What is the significance of teacher/pupil relationships in schools?
They affect motivation, self-esteem, behaviour, and academic success.
The quality of interactions between teachers and pupils significantly affects motivation and academic success.
Pupils develop identities within the school context influenced by personal backgrounds, peer groups, and teacher interactions.
The implicit lessons learned in school, beyond the explicit academic curriculum.
Core Implication: Organisational practices such as streaming can disproportionately disadvantage some social groups. Teacher/pupil relationships, labelling, the hidden curriculum, and subcultures contribute to reinforcing or challenging social inequalities.
What is the significance of teacher/pupil relationships in schools?
They affect motivation, self-esteem, behaviour, and academic success.
What is the self-fulfilling prophecy in education?
When pupils internalise teacher labels and behave accordingly, reinforcing initial expectations.
Name three types of pupil identities.
Successful Ideal Pupils, Pathologised Pupils, Demonised Pupils.
What are pro-school and anti-school subcultures?
Pro-school subcultures conform to school values; anti-school subcultures reject them often as resistance.
What is the hidden curriculum?
Implicit lessons in schools teaching norms, values, discipline, and acceptance of hierarchy beyond academics.
How do streaming and setting differ?
Streaming groups pupils by ability for most subjects; setting groups by ability within individual subjects.
What role does the hidden curriculum play according to Marxists?
It reproduces social class inequalities by promoting conformity and accepting social hierarchies.
How does school ethos impact pupils?
It affects motivation, behaviour, how inclusive or competitive the environment is.
What is labelling and its effect on social class and ethnicity?
Teachers assign labels that influence expectations; working-class and some ethnic minority pupils often face negative labels.
Name two types of teacher authority styles and their outcomes.
Authoritative fosters positive learning; authoritarian or permissive disrupts learning.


**About this exercise:**
Your answer should be one number: the count of lines below that contain "ellipse".

Data entries for graphics:
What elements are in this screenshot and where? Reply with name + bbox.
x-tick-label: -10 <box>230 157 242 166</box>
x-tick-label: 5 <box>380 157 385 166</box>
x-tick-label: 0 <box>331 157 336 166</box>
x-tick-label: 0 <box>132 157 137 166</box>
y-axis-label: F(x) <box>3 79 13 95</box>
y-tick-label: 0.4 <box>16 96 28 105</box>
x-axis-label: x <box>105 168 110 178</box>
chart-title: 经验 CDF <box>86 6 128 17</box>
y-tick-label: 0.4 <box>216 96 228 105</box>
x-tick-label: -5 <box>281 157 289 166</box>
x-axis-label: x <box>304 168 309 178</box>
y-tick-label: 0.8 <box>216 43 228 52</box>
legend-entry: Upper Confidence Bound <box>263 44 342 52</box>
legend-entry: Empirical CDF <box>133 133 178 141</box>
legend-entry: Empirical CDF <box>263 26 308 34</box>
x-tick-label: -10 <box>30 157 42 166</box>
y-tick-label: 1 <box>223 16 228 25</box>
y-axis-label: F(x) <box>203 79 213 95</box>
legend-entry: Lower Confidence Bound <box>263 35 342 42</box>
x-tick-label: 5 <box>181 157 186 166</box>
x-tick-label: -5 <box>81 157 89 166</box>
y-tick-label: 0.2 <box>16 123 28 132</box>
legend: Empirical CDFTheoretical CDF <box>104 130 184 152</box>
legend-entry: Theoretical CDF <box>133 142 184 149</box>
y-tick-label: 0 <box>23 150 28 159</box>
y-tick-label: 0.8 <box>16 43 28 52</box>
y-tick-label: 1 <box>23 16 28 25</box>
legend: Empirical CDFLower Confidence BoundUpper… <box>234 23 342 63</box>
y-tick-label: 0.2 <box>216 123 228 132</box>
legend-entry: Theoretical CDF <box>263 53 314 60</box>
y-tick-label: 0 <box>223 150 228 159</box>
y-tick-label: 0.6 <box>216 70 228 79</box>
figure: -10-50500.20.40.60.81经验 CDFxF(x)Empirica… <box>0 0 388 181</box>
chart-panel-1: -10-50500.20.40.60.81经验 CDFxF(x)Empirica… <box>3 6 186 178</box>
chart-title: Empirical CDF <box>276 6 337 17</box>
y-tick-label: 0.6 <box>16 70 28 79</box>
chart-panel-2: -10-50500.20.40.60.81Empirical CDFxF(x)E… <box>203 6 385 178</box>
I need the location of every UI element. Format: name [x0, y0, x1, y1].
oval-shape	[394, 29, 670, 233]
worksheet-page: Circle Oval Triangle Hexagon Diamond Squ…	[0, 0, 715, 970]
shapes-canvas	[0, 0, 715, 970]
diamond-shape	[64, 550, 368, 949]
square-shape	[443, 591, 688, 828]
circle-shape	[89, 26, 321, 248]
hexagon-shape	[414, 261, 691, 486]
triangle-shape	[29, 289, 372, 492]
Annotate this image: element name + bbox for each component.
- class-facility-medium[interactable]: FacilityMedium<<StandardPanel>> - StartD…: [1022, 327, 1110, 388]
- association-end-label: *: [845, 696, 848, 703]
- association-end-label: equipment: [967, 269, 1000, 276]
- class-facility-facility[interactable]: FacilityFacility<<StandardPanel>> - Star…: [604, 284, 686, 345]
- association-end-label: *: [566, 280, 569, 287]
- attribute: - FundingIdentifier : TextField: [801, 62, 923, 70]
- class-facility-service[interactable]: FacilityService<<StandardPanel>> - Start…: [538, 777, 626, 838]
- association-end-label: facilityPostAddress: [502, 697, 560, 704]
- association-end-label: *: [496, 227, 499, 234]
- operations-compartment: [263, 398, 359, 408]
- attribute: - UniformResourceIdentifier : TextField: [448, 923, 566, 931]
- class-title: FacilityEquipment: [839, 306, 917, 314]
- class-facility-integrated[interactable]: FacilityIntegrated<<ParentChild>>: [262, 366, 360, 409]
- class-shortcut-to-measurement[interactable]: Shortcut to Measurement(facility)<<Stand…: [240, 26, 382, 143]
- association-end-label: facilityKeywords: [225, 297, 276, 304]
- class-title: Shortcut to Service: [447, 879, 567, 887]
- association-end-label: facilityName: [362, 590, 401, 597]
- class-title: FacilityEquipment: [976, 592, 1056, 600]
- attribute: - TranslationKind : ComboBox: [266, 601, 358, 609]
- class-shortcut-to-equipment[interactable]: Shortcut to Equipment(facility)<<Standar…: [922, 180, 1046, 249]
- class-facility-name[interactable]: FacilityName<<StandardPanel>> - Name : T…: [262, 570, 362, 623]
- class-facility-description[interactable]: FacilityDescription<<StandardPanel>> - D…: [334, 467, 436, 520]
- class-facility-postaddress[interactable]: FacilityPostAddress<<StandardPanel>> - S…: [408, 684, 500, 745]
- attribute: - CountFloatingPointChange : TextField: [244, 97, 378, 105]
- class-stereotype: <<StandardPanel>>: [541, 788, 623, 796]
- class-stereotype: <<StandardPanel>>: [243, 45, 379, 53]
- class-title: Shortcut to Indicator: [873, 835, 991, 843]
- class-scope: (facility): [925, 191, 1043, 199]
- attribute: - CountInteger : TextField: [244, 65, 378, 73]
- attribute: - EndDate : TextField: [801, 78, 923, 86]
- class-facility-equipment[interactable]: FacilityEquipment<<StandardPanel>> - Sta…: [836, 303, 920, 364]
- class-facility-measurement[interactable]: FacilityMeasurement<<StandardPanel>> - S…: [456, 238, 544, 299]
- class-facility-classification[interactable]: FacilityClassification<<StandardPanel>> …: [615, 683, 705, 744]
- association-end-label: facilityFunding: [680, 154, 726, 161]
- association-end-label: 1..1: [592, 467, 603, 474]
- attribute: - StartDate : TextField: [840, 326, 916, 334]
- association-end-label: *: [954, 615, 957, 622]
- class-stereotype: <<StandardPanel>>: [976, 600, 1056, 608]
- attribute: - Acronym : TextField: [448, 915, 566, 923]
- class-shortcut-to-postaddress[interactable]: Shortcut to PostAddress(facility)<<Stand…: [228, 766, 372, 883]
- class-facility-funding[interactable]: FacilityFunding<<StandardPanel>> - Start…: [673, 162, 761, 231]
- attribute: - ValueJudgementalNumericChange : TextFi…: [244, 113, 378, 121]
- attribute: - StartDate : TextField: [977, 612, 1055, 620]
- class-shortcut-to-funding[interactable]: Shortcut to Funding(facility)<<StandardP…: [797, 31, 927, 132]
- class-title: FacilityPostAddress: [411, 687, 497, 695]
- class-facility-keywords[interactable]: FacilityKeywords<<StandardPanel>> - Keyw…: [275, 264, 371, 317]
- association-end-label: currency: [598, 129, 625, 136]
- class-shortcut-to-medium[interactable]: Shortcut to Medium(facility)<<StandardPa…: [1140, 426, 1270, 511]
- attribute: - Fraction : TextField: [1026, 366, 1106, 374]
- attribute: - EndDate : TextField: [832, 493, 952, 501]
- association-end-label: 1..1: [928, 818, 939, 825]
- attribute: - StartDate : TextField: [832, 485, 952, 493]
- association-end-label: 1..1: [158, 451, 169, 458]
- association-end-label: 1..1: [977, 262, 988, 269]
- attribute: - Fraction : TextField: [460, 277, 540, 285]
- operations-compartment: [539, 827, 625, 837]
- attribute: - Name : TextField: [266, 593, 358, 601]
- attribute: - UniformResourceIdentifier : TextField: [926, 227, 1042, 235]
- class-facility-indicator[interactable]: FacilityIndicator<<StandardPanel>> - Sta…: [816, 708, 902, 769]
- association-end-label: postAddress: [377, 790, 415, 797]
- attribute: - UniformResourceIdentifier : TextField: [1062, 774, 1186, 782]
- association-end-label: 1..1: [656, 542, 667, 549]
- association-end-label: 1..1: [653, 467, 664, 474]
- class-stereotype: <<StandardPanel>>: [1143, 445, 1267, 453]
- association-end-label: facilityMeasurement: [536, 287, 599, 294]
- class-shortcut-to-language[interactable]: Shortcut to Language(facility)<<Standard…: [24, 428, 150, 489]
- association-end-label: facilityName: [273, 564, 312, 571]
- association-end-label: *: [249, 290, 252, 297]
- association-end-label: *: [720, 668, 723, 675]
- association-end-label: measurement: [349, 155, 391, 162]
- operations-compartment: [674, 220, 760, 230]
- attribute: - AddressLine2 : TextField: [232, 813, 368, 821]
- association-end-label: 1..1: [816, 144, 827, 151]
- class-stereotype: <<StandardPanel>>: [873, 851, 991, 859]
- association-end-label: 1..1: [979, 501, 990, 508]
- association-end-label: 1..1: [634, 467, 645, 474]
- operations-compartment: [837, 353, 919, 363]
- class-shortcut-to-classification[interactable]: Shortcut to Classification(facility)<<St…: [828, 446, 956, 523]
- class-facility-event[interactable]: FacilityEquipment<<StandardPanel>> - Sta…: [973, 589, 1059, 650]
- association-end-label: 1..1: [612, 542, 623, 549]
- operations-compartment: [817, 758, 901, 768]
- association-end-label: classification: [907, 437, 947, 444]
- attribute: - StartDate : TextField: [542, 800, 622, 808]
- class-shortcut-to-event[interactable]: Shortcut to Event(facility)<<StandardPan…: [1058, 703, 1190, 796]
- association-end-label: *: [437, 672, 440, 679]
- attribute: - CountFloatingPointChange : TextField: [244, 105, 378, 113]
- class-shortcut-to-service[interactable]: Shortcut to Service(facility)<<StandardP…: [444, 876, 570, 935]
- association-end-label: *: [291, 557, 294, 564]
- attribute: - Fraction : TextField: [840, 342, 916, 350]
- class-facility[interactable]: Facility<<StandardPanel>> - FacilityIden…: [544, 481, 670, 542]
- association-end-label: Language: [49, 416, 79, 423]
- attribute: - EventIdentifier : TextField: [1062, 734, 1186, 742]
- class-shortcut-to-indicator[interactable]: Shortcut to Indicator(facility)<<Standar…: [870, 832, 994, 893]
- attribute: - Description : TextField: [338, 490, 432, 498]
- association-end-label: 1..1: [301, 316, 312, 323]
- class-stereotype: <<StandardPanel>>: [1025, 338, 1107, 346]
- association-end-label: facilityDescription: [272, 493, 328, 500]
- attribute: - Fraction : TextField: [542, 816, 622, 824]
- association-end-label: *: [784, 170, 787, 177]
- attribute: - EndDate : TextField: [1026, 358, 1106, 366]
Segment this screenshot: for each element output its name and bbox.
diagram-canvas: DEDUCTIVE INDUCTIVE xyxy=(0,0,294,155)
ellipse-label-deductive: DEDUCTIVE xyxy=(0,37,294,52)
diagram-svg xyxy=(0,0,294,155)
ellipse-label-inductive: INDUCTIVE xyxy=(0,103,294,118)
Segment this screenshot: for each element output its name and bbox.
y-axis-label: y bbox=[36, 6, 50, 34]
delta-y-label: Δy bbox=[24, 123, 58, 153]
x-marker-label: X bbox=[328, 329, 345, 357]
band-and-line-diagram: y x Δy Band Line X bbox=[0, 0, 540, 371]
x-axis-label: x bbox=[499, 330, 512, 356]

**Solution to this task:**
2